WARF expands license agreement with Advanced Cell Technology

WARF expands license agreement with Advanced Cell Technology

Madison, Wis. Advanced Cell Technology, the California biotechnology company that announced last year it had discovered a way to extract stem cells from human embryos without destroying the embryos, has reached an expanded commercialization agreement with the Wisconsin Alumni Research Foundation.
The agreement grants the company the right to the commercial use of human embryonic stem cells to develop various human therapies.
Advanced Cell Technology, based in Alameda, Calif., applies embryonic stem cell technology to regenerative medicine.

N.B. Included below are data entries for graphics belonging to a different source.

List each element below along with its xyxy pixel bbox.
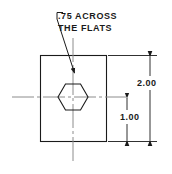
- hex-note-line-1: .75 ACROSS: [58, 11, 117, 22]
- dimension-label-center-height: 1.00: [119, 112, 141, 122]
- hex-note-line-2: THE FLATS: [58, 23, 112, 34]
- dimension-label-overall-height: 2.00: [136, 78, 158, 88]
- engineering-drawing-canvas: .75 ACROSS THE FLATS 2.00 1.00: [0, 0, 172, 174]
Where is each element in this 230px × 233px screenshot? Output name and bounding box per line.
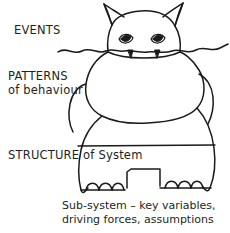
label-events: EVENTS bbox=[14, 24, 61, 38]
structure-line bbox=[78, 145, 215, 146]
caption-subsystem: Sub-system – key variables, driving forc… bbox=[62, 199, 216, 227]
label-patterns-line1: PATTERNS bbox=[8, 69, 68, 83]
caption-line1: Sub-system – key variables, bbox=[62, 199, 216, 212]
label-patterns: PATTERNS of behaviour bbox=[8, 70, 83, 97]
label-structure: STRUCTURE of System bbox=[8, 149, 143, 163]
iceberg-model-diagram: EVENTS PATTERNS of behaviour STRUCTURE o… bbox=[0, 0, 230, 233]
caption-line2: driving forces, assumptions bbox=[62, 213, 216, 227]
label-patterns-line2: of behaviour bbox=[8, 84, 83, 98]
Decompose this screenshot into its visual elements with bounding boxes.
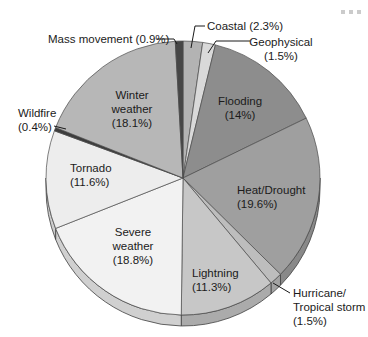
slice-label-geophysical: Geophysical(1.5%) [249, 35, 312, 63]
slice-label-mass-movement: Mass movement (0.9%) [48, 32, 169, 46]
slice-label-line: (11.3%) [192, 280, 239, 294]
slice-label-coastal: Coastal (2.3%) [207, 19, 283, 33]
pie-chart-figure: Mass movement (0.9%)Coastal (2.3%)Geophy… [0, 0, 368, 337]
slice-label-flooding: Flooding(14%) [218, 94, 262, 122]
slice-label-line: (19.6%) [237, 197, 305, 211]
slice-label-line: Coastal (2.3%) [207, 19, 283, 33]
slice-label-line: Tropical storm [293, 300, 365, 314]
slice-label-line: Tornado [70, 161, 112, 175]
slice-label-line: Geophysical [249, 35, 312, 49]
slice-label-line: (1.5%) [293, 314, 365, 328]
slice-label-hurricane: Hurricane/Tropical storm(1.5%) [293, 286, 365, 328]
slice-label-line: Heat/Drought [237, 183, 305, 197]
labels-layer: Mass movement (0.9%)Coastal (2.3%)Geophy… [0, 0, 368, 337]
slice-label-line: weather [113, 239, 154, 253]
slice-label-line: weather [112, 102, 153, 116]
slice-label-line: Severe [113, 225, 154, 239]
slice-label-line: Hurricane/ [293, 286, 365, 300]
slice-label-wildfire: Wildfire(0.4%) [18, 106, 56, 134]
page-corner-artifact [341, 0, 365, 5]
slice-label-tornado: Tornado(11.6%) [70, 161, 112, 189]
slice-label-line: (18.8%) [113, 253, 154, 267]
slice-label-line: Winter [112, 88, 153, 102]
slice-label-heat-drought: Heat/Drought(19.6%) [237, 183, 305, 211]
slice-label-severe-weather: Severeweather(18.8%) [113, 225, 154, 267]
slice-label-lightning: Lightning(11.3%) [192, 266, 239, 294]
slice-label-line: (14%) [218, 108, 262, 122]
slice-label-winter-weather: Winterweather(18.1%) [112, 88, 153, 130]
slice-label-line: (11.6%) [70, 175, 112, 189]
slice-label-line: (1.5%) [249, 49, 312, 63]
slice-label-line: Lightning [192, 266, 239, 280]
slice-label-line: (18.1%) [112, 116, 153, 130]
slice-label-line: Wildfire [18, 106, 56, 120]
slice-label-line: (0.4%) [18, 120, 56, 134]
slice-label-line: Mass movement (0.9%) [48, 32, 169, 46]
slice-label-line: Flooding [218, 94, 262, 108]
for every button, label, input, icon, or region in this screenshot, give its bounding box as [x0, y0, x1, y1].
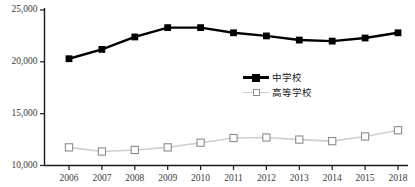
- chart-legend: 中学校 高等学校: [243, 70, 353, 100]
- data-point-marker: [98, 148, 105, 155]
- data-point-marker: [296, 136, 303, 143]
- data-point-marker: [296, 37, 303, 44]
- data-point-marker: [362, 35, 369, 42]
- data-point-marker: [131, 146, 138, 153]
- y-axis-tick-label: 10,000: [11, 161, 37, 171]
- data-point-marker: [164, 144, 171, 151]
- data-point-marker: [197, 139, 204, 146]
- data-point-marker: [329, 38, 336, 45]
- data-point-marker: [230, 29, 237, 36]
- data-point-marker: [263, 134, 270, 141]
- legend-swatch-filled-square-icon: [243, 72, 269, 84]
- legend-swatch-open-square-icon: [243, 87, 269, 99]
- data-point-marker: [394, 127, 401, 134]
- data-point-marker: [164, 24, 171, 31]
- y-axis-tick-label: 15,000: [11, 109, 37, 119]
- legend-label-series-1: 高等学校: [269, 88, 312, 98]
- legend-item-series-0: 中学校: [243, 70, 353, 85]
- data-point-marker: [65, 144, 72, 151]
- x-axis-tick-label: 2018: [378, 174, 415, 184]
- y-axis-tick-label: 25,000: [11, 5, 37, 15]
- data-point-marker: [395, 29, 402, 36]
- data-point-marker: [230, 134, 237, 141]
- data-point-marker: [66, 55, 73, 62]
- data-point-marker: [329, 138, 336, 145]
- data-point-marker: [131, 34, 138, 41]
- data-point-marker: [197, 24, 204, 31]
- data-point-marker: [362, 133, 369, 140]
- legend-label-series-0: 中学校: [269, 73, 302, 83]
- line-chart: 10,00015,00020,00025,000 200620072008200…: [0, 0, 415, 187]
- data-point-marker: [99, 46, 106, 53]
- data-point-marker: [263, 33, 270, 40]
- legend-item-series-1: 高等学校: [243, 85, 353, 100]
- y-axis-tick-label: 20,000: [11, 57, 37, 67]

Michael West, president and chief scientific officer for Advanced Cell Technology, said the expanded license will accelerate the process of bringing therapeutic programs toward human clinical trials and, ultimately, to commercial adoption.
In addition to its existing therapy targets, Advanced Cell Technology will pursue clinical applications for disorders of the endocrine, craniofacial, muscle, bone, cartilage, liver, kidney, and respiratory systems.
Last year, the company announced a licensing agreement with the Madison-based WiCell Research Institute, which houses the nation’s only stem cell bank. The agreement calls for the organizations to jointly distribute to U.S. scientists a range of new cell lines produced using the controversial new technique that purportedly can extract stem cells from early-stage embryos without destroying them.
The agreement is subject to federal recognition and funding of new stem cell lines, but it calls for the two entities to make the new stem cell lines readily available for medical research.
The new stem cell extraction technique received widespread press coverage when it was first announced in the peer-reviewed journal Nature. Since then, however, Advanced Cell Technology has acknowledged that embryos were destroyed in the process, but maintained the viability of extracting stem cells without embryonic destruction.
The company’s history with WARF dates back to its collaboration with University of Wisconsin-Madison professor Jamie Thompson, who developed a method for isolating and defining human embryonic stem cells.